The Liberal Government came to an end in June, 1885. The "Home Rule split" was now nigh at hand, and not even Campbell-Bannerman's closest friends could have predicted the side which he would take. On the one hand, there was his congenital dislike of rant and gush, of mock-heroics and mock-pathetics; there was his strong sense for firm government, and there was his recent experience of Irish disaffection. These things might have tended to make him a Unionist, and he had none of those personal idolatries which carried men over because Mr. Gladstone, or Lord Spencer, or Mr. Morley had made the transition. On the other hand, there was his profound conviction—which is indeed the very root of Whiggery—that each nation has the right to choose its own rulers, and that no government is legitimate unless it rests on the consent of the governed.

This conviction prevailed over all doubts and difficulties, and before long it became known that Campbell-Bannerman had, in his own phrase, "found salvation." There were those who were scandalized when they heard the language of Revivalism thus applied, but it exactly hit the truth as regards a great many of the converts to Home Rule. In a very few cases—e.g., in Gladstone's own—there had peen a gradual approximation to the idea of Irish autonomy, and the crisis of December, 1885, gave the opportunity of avowing convictions which had long been forming. But in the great majority of cases the conversion was instantaneous. Men, perplexed by the chronic darkness of the Irish situation, suddenly saw, or thought they saw, a light from heaven, and were converted as suddenly as St. Paul himself. I remember asking the late Lord Ripon the reason which had governed his decision. He answered: "I always have been for the most advanced thing in the Liberal programme, and Home Rule is the most advanced thing just now, so I'm for it." I should not wonder if a similar sentiment had some influence in the decision, arrived at by Campbell-Bannerman, who, when Gladstone formed his Home Rule Cabinet in 1886, entered it as Secretary of State for War. He went out with his chief in the following August, and in the incessant clamour for and against Home Rule which occupied the next six years he took a very moderate part.

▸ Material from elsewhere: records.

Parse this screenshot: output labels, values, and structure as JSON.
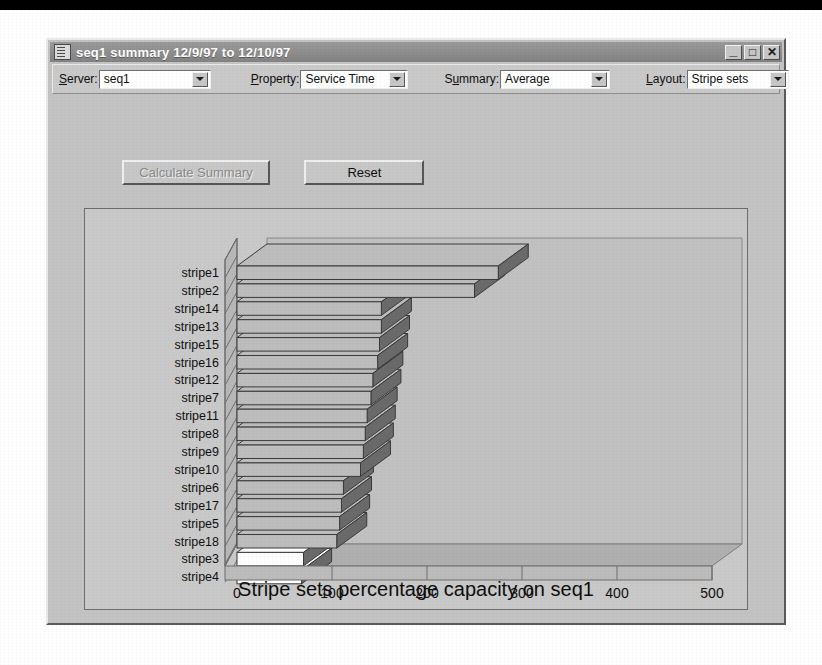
{
  "window": {
    "title": "seq1 summary 12/9/97 to 12/10/97",
    "icon": "document-icon",
    "minimize_label": "_",
    "maximize_label": "□",
    "close_label": "✕"
  },
  "toolbar": {
    "fields": [
      {
        "label": "Server:",
        "accel": "S",
        "value": "seq1",
        "name": "server"
      },
      {
        "label": "Property:",
        "accel": "P",
        "value": "Service Time",
        "name": "property"
      },
      {
        "label": "Summary:",
        "accel": "y",
        "value": "Average",
        "name": "summary"
      },
      {
        "label": "Layout:",
        "accel": "L",
        "value": "Stripe sets",
        "name": "layout"
      }
    ]
  },
  "buttons": {
    "calculate_label": "Calculate Summary",
    "calculate_enabled": false,
    "reset_label": "Reset",
    "reset_enabled": true
  },
  "chart_data": {
    "type": "bar",
    "orientation": "horizontal",
    "style": "3d",
    "title": "Stripe sets percentage capacity on seq1",
    "xlabel": "",
    "ylabel": "",
    "xlim": [
      0,
      500
    ],
    "xticks": [
      0,
      100,
      200,
      300,
      400,
      500
    ],
    "ticklabels": [
      "0",
      "100",
      "200",
      "300",
      "400",
      "500"
    ],
    "grid": false,
    "legend": "none",
    "categories": [
      "stripe1",
      "stripe2",
      "stripe14",
      "stripe13",
      "stripe15",
      "stripe16",
      "stripe12",
      "stripe7",
      "stripe11",
      "stripe8",
      "stripe9",
      "stripe10",
      "stripe6",
      "stripe17",
      "stripe5",
      "stripe18",
      "stripe3",
      "stripe4"
    ],
    "values": [
      275,
      250,
      152,
      152,
      150,
      148,
      143,
      141,
      137,
      135,
      133,
      130,
      112,
      110,
      108,
      105,
      70,
      68
    ],
    "bar_fill": "#bdbdbd",
    "bar_side": "#6a6a6a",
    "highlight_fill": "#ffffff",
    "highlight_indices": [
      16,
      17
    ],
    "floor_color": "#b0b0b0",
    "wall_color": "#c1c1c1",
    "panel_color": "#c9c9c9"
  }
}
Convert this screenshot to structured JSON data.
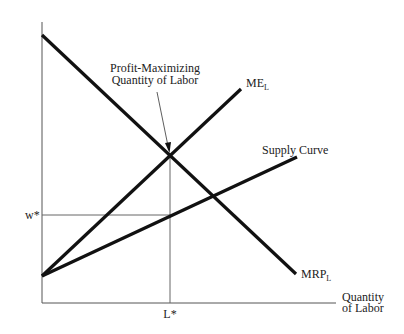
{
  "diagram": {
    "type": "labor-market-monopsony",
    "axes": {
      "x_label_line1": "Quantity",
      "x_label_line2": "of Labor",
      "y_label": ""
    },
    "curves": [
      {
        "id": "mrp",
        "label": "MRP",
        "subscript": "L",
        "slope": "downward"
      },
      {
        "id": "me",
        "label": "ME",
        "subscript": "L",
        "slope": "upward-steep"
      },
      {
        "id": "supply",
        "label": "Supply Curve",
        "subscript": "",
        "slope": "upward-shallow"
      }
    ],
    "annotations": {
      "profit_max_line1": "Profit-Maximizing",
      "profit_max_line2": "Quantity of Labor",
      "w_star": "w*",
      "l_star": "L*"
    },
    "colors": {
      "curve": "#111111",
      "axis": "#555555",
      "guide": "#666666"
    }
  }
}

When Gladstone formed his last Administration, Campbell-Bannerman returned to the War Office, and it was on a hostile vote concerning his Department that the Government was defeated in June, 1895. He resented this defeat more keenly than I should have expected from the habitual composure of his character; but it was no doubt the more provoking because in the previous spring he had wished to succeed Lord Peel as Speaker. He told me that the Speakership was the one post in public life which he should have most enjoyed, and which would best have suited his capacities. But his colleagues declared that he could not be spared from the Cabinet, and, true to his fine habit of self-effacement, he ceased to press his claim.